Syria's refugee crisis became a major international issue in 2015, as the flight of hundreds of thousands to Europe forced the continent's leaders to scramble to find a solution. In Germany, Chancellor Angela Merkel called the need to settle Syria's refugees a "humanitarian imperative" and agreed to let in as many as 800,000. In the United States, however, President Barack Obama's more modest plan to take in 10,000 Syrians has elicited enormous domestic criticism, and the issue has unexpectedly become central to the country's 2016 presidential campaign.

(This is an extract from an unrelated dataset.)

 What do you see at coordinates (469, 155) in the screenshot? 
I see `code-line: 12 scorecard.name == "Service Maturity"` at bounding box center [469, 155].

One person who foresaw the emergence of immigration as a hot-button issue is Ian Bremmer. Last year, at an event in which he offered his predictions for Asia for 2015, the Eurasia Group CEO scolded the United States for its hesitancy in accepting Syrian refugees and compared the country unfavorably to Sweden. "It kind of kills me that the Swedes have taken the global lead in allowing in Syrian immigrants," he said. "It kind of kills me." He continued:
We have a statue of liberty. Our country has been built by the labor of immigrants. Half of Syria has been displaced. Eleven million people. Why are we not doing vastly more than the Swedes into bringing these refugees into America and providing them with opportunities and integrating them into our society? Why are then we not using this pulpit to get other countries to be the same?

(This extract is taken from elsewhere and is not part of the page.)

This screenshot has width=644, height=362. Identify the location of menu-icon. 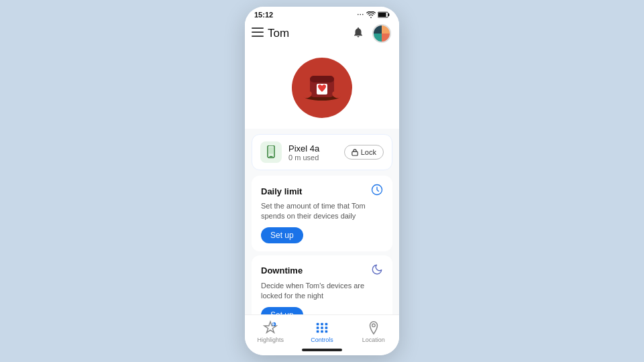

Bremmer will join Asia Society president and CEO Josette Sheeran and Morgan Stanley Investment Management head of Emerging Markets and Global Macro Ruchir Sharma at Asia Society in New York on Tuesday, December 15 to offer their predictions for Asia in 2016. The conversation will be moderated by Asia Society Executive Vice President Tom Nagorski.
Watch the above video to hear Bremmer's comment on Syrian refugees.